Contrary to the uninformed speculation of this blogger, I am familiar with Sotomayor's record and, as I said in the column (reading helps), it is conventional if "liberal."Except I didn't say he wasn't.
I said the contrast between the two columns that appeared on the front of a section in yesterday's Milwaukee Journal-Sentinel was that one was based on an examination of her record and the other discussed what Esenberg calls Sonia Sotomayor's "political assumptions" (although the political assumptions in evidence are primarily Esenberg's own, derived as they are from a couple of offhand remarks made by the judge in informal settings).
Since Judge Sotomayor hasn't yet been afforded the opportunity to explicate her comments, in the meantime Esenberg's personal speculation remains exactly that: a set of political assumptions.
More to the point, I was sarcastically observing that it was pleasant to discover the Journal-Sentinel soliciting an opinion column for once from some lawyer other than Rick Esenberg.
The icing on that cake was that the other lawyer, Edward Fallone, appropriately focused on Sotomayor's record and accomplishments rather than the aforementioned offhand remarks, which have elicited a cri de guerre — however tenuous and speculative itself — from conservative Republicans in search of any justification to oppose Sotomayor's nomination to the U.S. Supreme Court.
In spite of her record and in spite of her accomplishments.
Now this morning Esenberg claims he isn't all that interested in Sotomayor's 16-plus-year record as a federal judge anyway — she is merely "conventional," sniffs the professor — but only in those decisions of hers that reached the Supreme Court on appeal.
I'll leave it for the actual uninformed speculators to divine why that, then, wasn't the subject of Esenberg's Journal-Sentinel column, instead of its being yet another rehearsal of the now-familiar conservative Republican talking points.
Speaking of the relatively miniscule number of cases where the Supreme Court accepted an appeal from one of Sotomayor's decisions, the Court will shortly rule on Ricci v. DeStefano, the celebrated firefighter "discrimination" case out of New Haven, CT.
The case has inspired some of the most ridiculously incoherent and ill-informed commentary from miscellaneous conservative Republicans, who normally demand that judges defer unwaveringly to the "will of the people," as expressed by statutory language and promulgated by the executive branch through administrative law.

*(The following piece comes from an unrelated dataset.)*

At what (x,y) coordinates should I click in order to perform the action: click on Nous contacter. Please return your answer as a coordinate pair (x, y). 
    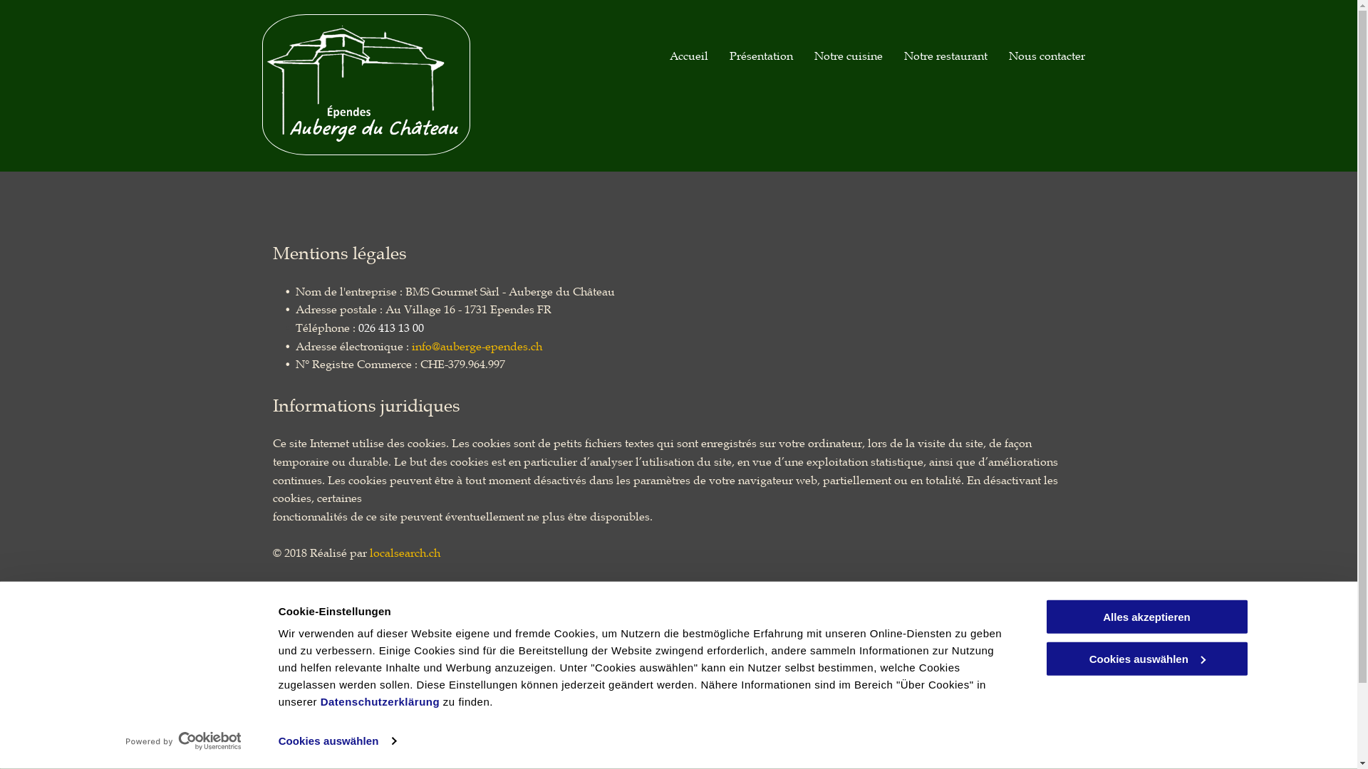
    Looking at the image, I should click on (1047, 56).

That is what Sotomayor and the other judges did, in determining that New Haven scrupulously and in good faith adhered to the requirements of federal law. Suddenly and with suspicious convenience, doing so is practically grounds for impeachment.
Talk about your political assumptions.
In the event that Sotomayor and the Second Circuit are reversed, and barring any earth shattering upheaval of federal affirmative action policy — a.k.a. "judicial activism" — the district judge who originally ruled in Ricci will likely be admonished for not according due weight to a certain set of evidentiary facts presented in the initial lawsuit.
The Court's conservative judges shall accomplish this by enforcing judicial policy, policy fabricated by conservative judges and today reiterated and perhaps even strengthened by conservative judges.
And conservative Republicans will applaud heartily, even as they continue to deride Sonia Sotomayor for informally and impertinently alluding to the very process about to be revealed.
4 comments:
I haven't read the decision, but in preliminary news reports I see the decision was 5-4 along predictable lines.
Does it hurt being right so often, IT?
Yes, and where's my daily injection of Demerol. But it was an easy prediction. Also, the outcome did depend quite a lot on whose presentation of the evidence one prefers.
Alito devoted a lengthy concurring opinion to that issue, objecting to the way the dissenters presented that evidence (even though he said it wouldn't have made any difference to the "correct" result).
You miss the point entirely, but I am glad that you liked Ed's column since I suggested to the JS that we do a dueling op-eds and asked Ed to write "in opposition" to me. We obviously disagree, but that was the point of the exercise.
"You miss the point entirely ..."
Or, just maybe, I'm making a couple of different ones (which I won't accuse you of missing).